Choosing a Programming Language for a New Web Service
- #Engineering Philosophy
- #Product Development
Choosing a Programming Language for a New Web Service
Picking a programming language becomes a critical decision when launching a new web service.
If you are building something on your own, it is natural to gravitate toward the language you already know best.
Or you might seize the chance to self-study a language that interests you but rarely appears in your day job.
However, when you are delivering a product as a company or founding a business around it, language selection matters even more.
Here I want to summarize how I think about language selection from both technical and non-technical angles.
※ The scope here is limited to backend development.
Technical Considerations
When evaluating technology, scalability is what matters most.
The requirements of a massive, mission-critical project differ from those of a PoC or a subsystem.
Popular web backend languages today include Java, PHP, Ruby, Go, Python, and Node.js.
Java tends to be favored in contract development, while interpreter languages like Ruby and PHP feel common in web companies.
Recently even web companies lean toward statically typed languages such as Go and Kotlin. (That is the zone I am focusing on here.)
Given the premise of a brand-new web service, let us assume:
- small team
- speed is paramount
- features are added and removed rapidly
In other words, think of an early-stage startup.
I have helped choose the tech stack at this stage and, a few years later, felt that the choice was a mistake. That experience is the lens for this post.
Back then our reasoning was:
- Small team → keep the language simple
- Need speed → interpreter languages feel faster to iterate in
- Prefer something un-opinionated that anyone with prior language experience can pick up
So we chose Python.
For the framework we adopted Django, the full-stack web framework.
If this had been Ruby it would have been Rails; for PHP, Laravel.
Development speed is excellent in the early phase.
All you do early on is add new features. Even when tweaks appear, the mindset is to “add more.” That means you can happily ship for the first three years or so.

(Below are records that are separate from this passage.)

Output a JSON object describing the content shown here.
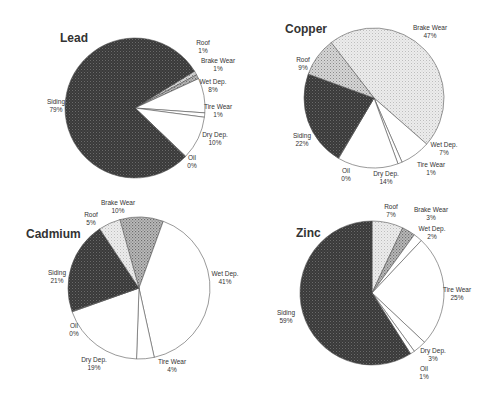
{
  "chart_data": [
    {
      "type": "pie",
      "title": "Lead",
      "center": [
        135,
        108
      ],
      "radius": 70,
      "start_deg": 58,
      "slices": [
        {
          "label": "Roof",
          "value": 1,
          "pct": "1%",
          "fill": "url(#dots)"
        },
        {
          "label": "Brake Wear",
          "value": 1,
          "pct": "1%",
          "fill": "url(#dots2)"
        },
        {
          "label": "Wet Dep.",
          "value": 8,
          "pct": "8%",
          "fill": "#ffffff"
        },
        {
          "label": "Tire Wear",
          "value": 1,
          "pct": "1%",
          "fill": "#ffffff"
        },
        {
          "label": "Dry Dep.",
          "value": 10,
          "pct": "10%",
          "fill": "#ffffff"
        },
        {
          "label": "Oil",
          "value": 0,
          "pct": "0%",
          "fill": "#ffffff"
        },
        {
          "label": "Siding",
          "value": 79,
          "pct": "79%",
          "fill": "url(#dark)"
        }
      ],
      "labels": [
        {
          "t": "Roof",
          "p": "1%",
          "x": 203,
          "y": 45
        },
        {
          "t": "Brake Wear",
          "p": "1%",
          "x": 218,
          "y": 63
        },
        {
          "t": "Wet Dep.",
          "p": "8%",
          "x": 213,
          "y": 84
        },
        {
          "t": "Tire Wear",
          "p": "1%",
          "x": 218,
          "y": 109
        },
        {
          "t": "Dry Dep.",
          "p": "10%",
          "x": 215,
          "y": 137
        },
        {
          "t": "Oil",
          "p": "0%",
          "x": 192,
          "y": 160
        },
        {
          "t": "Siding",
          "p": "79%",
          "x": 56,
          "y": 104
        }
      ]
    },
    {
      "type": "pie",
      "title": "Copper",
      "center": [
        374,
        98
      ],
      "radius": 70,
      "start_deg": 322,
      "slices": [
        {
          "label": "Brake Wear",
          "value": 47,
          "pct": "47%",
          "fill": "url(#light)"
        },
        {
          "label": "Wet Dep.",
          "value": 7,
          "pct": "7%",
          "fill": "#ffffff"
        },
        {
          "label": "Tire Wear",
          "value": 1,
          "pct": "1%",
          "fill": "#ffffff"
        },
        {
          "label": "Dry Dep.",
          "value": 14,
          "pct": "14%",
          "fill": "#ffffff"
        },
        {
          "label": "Oil",
          "value": 0,
          "pct": "0%",
          "fill": "#ffffff"
        },
        {
          "label": "Siding",
          "value": 22,
          "pct": "22%",
          "fill": "url(#dark)"
        },
        {
          "label": "Roof",
          "value": 9,
          "pct": "9%",
          "fill": "url(#dots)"
        }
      ],
      "labels": [
        {
          "t": "Brake Wear",
          "p": "47%",
          "x": 430,
          "y": 30
        },
        {
          "t": "Roof",
          "p": "9%",
          "x": 303,
          "y": 62
        },
        {
          "t": "Siding",
          "p": "22%",
          "x": 302,
          "y": 138
        },
        {
          "t": "Wet Dep.",
          "p": "7%",
          "x": 444,
          "y": 147
        },
        {
          "t": "Tire Wear",
          "p": "1%",
          "x": 431,
          "y": 167
        },
        {
          "t": "Oil",
          "p": "0%",
          "x": 346,
          "y": 173
        },
        {
          "t": "Dry Dep.",
          "p": "14%",
          "x": 386,
          "y": 176
        }
      ]
    },
    {
      "type": "pie",
      "title": "Cadmium",
      "center": [
        139,
        288
      ],
      "radius": 71,
      "start_deg": 344,
      "slices": [
        {
          "label": "Brake Wear",
          "value": 10,
          "pct": "10%",
          "fill": "url(#dots2)"
        },
        {
          "label": "Wet Dep.",
          "value": 41,
          "pct": "41%",
          "fill": "#ffffff"
        },
        {
          "label": "Tire Wear",
          "value": 4,
          "pct": "4%",
          "fill": "#ffffff"
        },
        {
          "label": "Dry Dep.",
          "value": 19,
          "pct": "19%",
          "fill": "#ffffff"
        },
        {
          "label": "Oil",
          "value": 0,
          "pct": "0%",
          "fill": "#ffffff"
        },
        {
          "label": "Siding",
          "value": 21,
          "pct": "21%",
          "fill": "url(#dark)"
        },
        {
          "label": "Roof",
          "value": 5,
          "pct": "5%",
          "fill": "url(#light)"
        }
      ],
      "labels": [
        {
          "t": "Brake Wear",
          "p": "10%",
          "x": 118,
          "y": 205
        },
        {
          "t": "Roof",
          "p": "5%",
          "x": 91,
          "y": 217
        },
        {
          "t": "Siding",
          "p": "21%",
          "x": 57,
          "y": 275
        },
        {
          "t": "Wet Dep.",
          "p": "41%",
          "x": 225,
          "y": 276
        },
        {
          "t": "Oil",
          "p": "0%",
          "x": 74,
          "y": 328
        },
        {
          "t": "Dry Dep.",
          "p": "19%",
          "x": 94,
          "y": 362
        },
        {
          "t": "Tire Wear",
          "p": "4%",
          "x": 172,
          "y": 364
        }
      ]
    },
    {
      "type": "pie",
      "title": "Zinc",
      "center": [
        372,
        293
      ],
      "radius": 72,
      "start_deg": 0,
      "slices": [
        {
          "label": "Roof",
          "value": 7,
          "pct": "7%",
          "fill": "url(#light)"
        },
        {
          "label": "Brake Wear",
          "value": 3,
          "pct": "3%",
          "fill": "url(#dots2)"
        },
        {
          "label": "Wet Dep.",
          "value": 2,
          "pct": "2%",
          "fill": "#ffffff"
        },
        {
          "label": "Tire Wear",
          "value": 25,
          "pct": "25%",
          "fill": "#ffffff"
        },
        {
          "label": "Dry Dep.",
          "value": 3,
          "pct": "3%",
          "fill": "#ffffff"
        },
        {
          "label": "Oil",
          "value": 1,
          "pct": "1%",
          "fill": "#ffffff"
        },
        {
          "label": "Siding",
          "value": 59,
          "pct": "59%",
          "fill": "url(#dark)"
        }
      ],
      "labels": [
        {
          "t": "Roof",
          "p": "7%",
          "x": 391,
          "y": 209
        },
        {
          "t": "Brake Wear",
          "p": "3%",
          "x": 431,
          "y": 212
        },
        {
          "t": "Wet Dep.",
          "p": "2%",
          "x": 432,
          "y": 231
        },
        {
          "t": "Tire Wear",
          "p": "25%",
          "x": 457,
          "y": 292
        },
        {
          "t": "Siding",
          "p": "59%",
          "x": 286,
          "y": 315
        },
        {
          "t": "Dry Dep.",
          "p": "3%",
          "x": 433,
          "y": 353
        },
        {
          "t": "Oil",
          "p": "1%",
          "x": 424,
          "y": 371
        }
      ]
    }
  ],
  "titles": {
    "lead": {
      "text": "Lead",
      "x": 60,
      "y": 42
    },
    "copper": {
      "text": "Copper",
      "x": 285,
      "y": 33
    },
    "cadmium": {
      "text": "Cadmium",
      "x": 26,
      "y": 238
    },
    "zinc": {
      "text": "Zinc",
      "x": 296,
      "y": 237
    }
  }
}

Side note: You rarely need to worry about interpreter languages being too slow. I was skeptical about runtime performance at first, but unless you truly need extreme throughput, language-level performance is rarely the bottleneck for web services. (Middleware matters more, and a web service is slower than a native app anyway.) Web development also leans heavily on existing middleware, typically OSS or licensed products rather than homegrown code. Most of the performance impact stems from those components, so with some tuning you can achieve perfectly acceptable speed even in an interpreted language.
Back to the story.
Three to four years in, you begin to update and retire features constantly. That is what happened at my company.
Depending on how you design things, weakly typed interpreter stacks allow subtle type differences or missing type definitions to creep in. Ambiguity grows and development speed drops.
That is when technical debt sprouts. You are left with either a large refactor or painstakingly extracting functions bit by bit.
Either way it is a time sink that does not improve product quality directly, so the return on effort is poor.
Because of that history I am critical of casually picking a dynamically typed interpreter for the sake of early velocity or trendiness.
In fact, when features are added and removed rapidly, strong typing often works in your favor.
Strongly typed languages also make it easier to design abstractions. Doing that upfront lets you enforce constraints on how features can evolve, which is a good thing when changes are constant.
Non-Technical Considerations
Language selection also affects areas beyond pure technology.
Take hiring. Company systems are rarely built by one person, so recruiting must be part of the equation.
Popular, battle-tested languages obviously help with hiring, but deliberately adopting new technology may attract developers who crave cutting-edge work.
You also need to think about the ecosystem.
JVM-based stacks have a massive body of existing assets, so the ecosystem is highly mature. If you hit a stack trace you can probably search the answer immediately.
Conversely, languages or frameworks with little adoption often lack ecosystem maturity; if the library you need does not exist you may end up building it yourself.
Or a library you rely on might be abandoned with no replacement in sight. The effort required in those situations is non-trivial.
In Closing
This was my latest thinking on picking a language for a new web service.
At this point I believe that if you expect a service to grow, choosing a strongly typed language leads to more long-term happiness.
Frameworks like Rails that maximize early speed are undeniably attractive, but the debt piles up faster. As systems grow, debt becomes harder to pay down, so if you press on with lax design rules (for example, extending a PoC directly into production) your future velocity will suffer.
Thanks to type inference and generics, modern statically typed languages are no longer slow to develop in.
Splitting frontend and backend instead of building monoliths is now mainstream, so the paradigm is shifting away from “go as fast as possible with a full-stack framework” toward “build a healthy system that avoids debt.”
On a related note, I recently evaluated backend options again and felt uncertain—yet I now suspect server-side Kotlin might be a fantastic choice. (I’ve been using Kotlin lately.)